Brandon McInerney slayed classmate Larry King with two savage gunshots to the back of the head. These are the facts of a case which has been blown into such psychosocial insanity, that one wonders if justice will ever be done, not just for the lives lost and disrupted, but for the American Criminal Justice system.
According to diverse reports from students and staff at E. O. Green Junior High School in Ventura, King was an extrovert experimenting with homosexual conduct, harassing McInerney with unwanted sexual advances.
The Prosecution argues that McIrerney was a latent white supremacist with homophobic tendencies. He killed the kid because he was gay.
The Defense, true to form, charges that the younger boy, now a younger man and violent offender, was a "troubled teen" in a dysfunctional home.
Sympathy cannot be an arbiter in this matter. "The law is reason free from passion," Aristotle opined. His unheeded advice is a necessary tonic for the culture wars dominating the courtroom these days.
With the influx of social, sexual, and psychological arguments frustrating the pursuit of facts in evidence to a just verdict, at what point will do away with the rule of law and succumb to vigilante justice or moral anarchy? A right outcome cannot be deterred because of a battle of experts trying to plunge the interminable psyche of the adolescent for ephemeral motives.
One kid killed another kid. This is evil; this must be punished; this must be handled with all deliberate speed.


WHAT IS REQUIRED: Only the pictures should be left out; repeat the rest of the data exactly.
----
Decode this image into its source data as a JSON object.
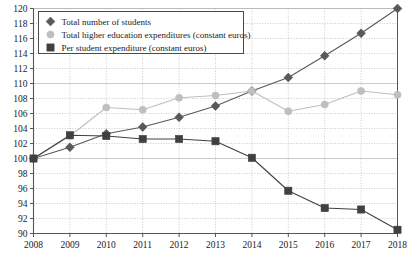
{
  "chart_data": {
    "type": "line",
    "title": "",
    "xlabel": "",
    "ylabel": "",
    "x": [
      2008,
      2009,
      2010,
      2011,
      2012,
      2013,
      2014,
      2015,
      2016,
      2017,
      2018
    ],
    "categories": [
      "2008",
      "2009",
      "2010",
      "2011",
      "2012",
      "2013",
      "2014",
      "2015",
      "2016",
      "2017",
      "2018"
    ],
    "xlim": [
      2008,
      2018
    ],
    "ylim": [
      90,
      120
    ],
    "ytick_labels": [
      "90",
      "92",
      "94",
      "96",
      "98",
      "100",
      "102",
      "104",
      "106",
      "108",
      "110",
      "112",
      "114",
      "116",
      "118",
      "120"
    ],
    "ytick_values": [
      90,
      92,
      94,
      96,
      98,
      100,
      102,
      104,
      106,
      108,
      110,
      112,
      114,
      116,
      118,
      120
    ],
    "grid": true,
    "legend_position": "top-left",
    "series": [
      {
        "name": "Total number of students",
        "marker": "diamond",
        "color": "#595959",
        "values": [
          100.0,
          101.5,
          103.3,
          104.2,
          105.5,
          107.0,
          109.0,
          110.8,
          113.7,
          116.7,
          120.0
        ]
      },
      {
        "name": "Total higher education expenditures (constant euros)",
        "marker": "circle",
        "color": "#bfbfbf",
        "values": [
          100.0,
          103.0,
          106.8,
          106.5,
          108.1,
          108.4,
          109.0,
          106.3,
          107.2,
          109.0,
          108.5
        ]
      },
      {
        "name": "Per student expenditure (constant euros)",
        "marker": "square",
        "color": "#404040",
        "values": [
          100.0,
          103.1,
          103.0,
          102.6,
          102.6,
          102.3,
          100.1,
          95.7,
          93.4,
          93.2,
          90.5
        ]
      }
    ]
  },
  "legend": {
    "items": [
      {
        "label": "Total number of students",
        "marker": "diamond-marker",
        "color": "#595959"
      },
      {
        "label": "Total higher education expenditures (constant euros)",
        "marker": "circle-marker",
        "color": "#bfbfbf"
      },
      {
        "label": "Per student expenditure (constant euros)",
        "marker": "square-marker",
        "color": "#404040"
      }
    ]
  },
  "axes": {
    "y_labels": [
      "120",
      "118",
      "116",
      "114",
      "112",
      "110",
      "108",
      "106",
      "104",
      "102",
      "100",
      "98",
      "96",
      "94",
      "92",
      "90"
    ],
    "x_labels": [
      "2008",
      "2009",
      "2010",
      "2011",
      "2012",
      "2013",
      "2014",
      "2015",
      "2016",
      "2017",
      "2018"
    ]
  },
  "style": {
    "grid_color": "#b5b5b5",
    "axis_color": "#555555",
    "background": "#ffffff"
  }
}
----
TASK SOLUTION:
Decode this image into its source data as a JSON object.
{
  "chart_data": {
    "type": "line",
    "title": "",
    "xlabel": "",
    "ylabel": "",
    "x": [
      2008,
      2009,
      2010,
      2011,
      2012,
      2013,
      2014,
      2015,
      2016,
      2017,
      2018
    ],
    "categories": [
      "2008",
      "2009",
      "2010",
      "2011",
      "2012",
      "2013",
      "2014",
      "2015",
      "2016",
      "2017",
      "2018"
    ],
    "xlim": [
      2008,
      2018
    ],
    "ylim": [
      90,
      120
    ],
    "ytick_labels": [
      "90",
      "92",
      "94",
      "96",
      "98",
      "100",
      "102",
      "104",
      "106",
      "108",
      "110",
      "112",
      "114",
      "116",
      "118",
      "120"
    ],
    "ytick_values": [
      90,
      92,
      94,
      96,
      98,
      100,
      102,
      104,
      106,
      108,
      110,
      112,
      114,
      116,
      118,
      120
    ],
    "grid": true,
    "legend_position": "top-left",
    "series": [
      {
        "name": "Total number of students",
        "marker": "diamond",
        "color": "#595959",
        "values": [
          100.0,
          101.5,
          103.3,
          104.2,
          105.5,
          107.0,
          109.0,
          110.8,
          113.7,
          116.7,
          120.0
        ]
      },
      {
        "name": "Total higher education expenditures (constant euros)",
        "marker": "circle",
        "color": "#bfbfbf",
        "values": [
          100.0,
          103.0,
          106.8,
          106.5,
          108.1,
          108.4,
          109.0,
          106.3,
          107.2,
          109.0,
          108.5
        ]
      },
      {
        "name": "Per student expenditure (constant euros)",
        "marker": "square",
        "color": "#404040",
        "values": [
          100.0,
          103.1,
          103.0,
          102.6,
          102.6,
          102.3,
          100.1,
          95.7,
          93.4,
          93.2,
          90.5
        ]
      }
    ]
  },
  "legend": {
    "items": [
      {
        "label": "Total number of students",
        "marker": "diamond-marker",
        "color": "#595959"
      },
      {
        "label": "Total higher education expenditures (constant euros)",
        "marker": "circle-marker",
        "color": "#bfbfbf"
      },
      {
        "label": "Per student expenditure (constant euros)",
        "marker": "square-marker",
        "color": "#404040"
      }
    ]
  },
  "axes": {
    "y_labels": [
      "120",
      "118",
      "116",
      "114",
      "112",
      "110",
      "108",
      "106",
      "104",
      "102",
      "100",
      "98",
      "96",
      "94",
      "92",
      "90"
    ],
    "x_labels": [
      "2008",
      "2009",
      "2010",
      "2011",
      "2012",
      "2013",
      "2014",
      "2015",
      "2016",
      "2017",
      "2018"
    ]
  },
  "style": {
    "grid_color": "#b5b5b5",
    "axis_color": "#555555",
    "background": "#ffffff"
  }
}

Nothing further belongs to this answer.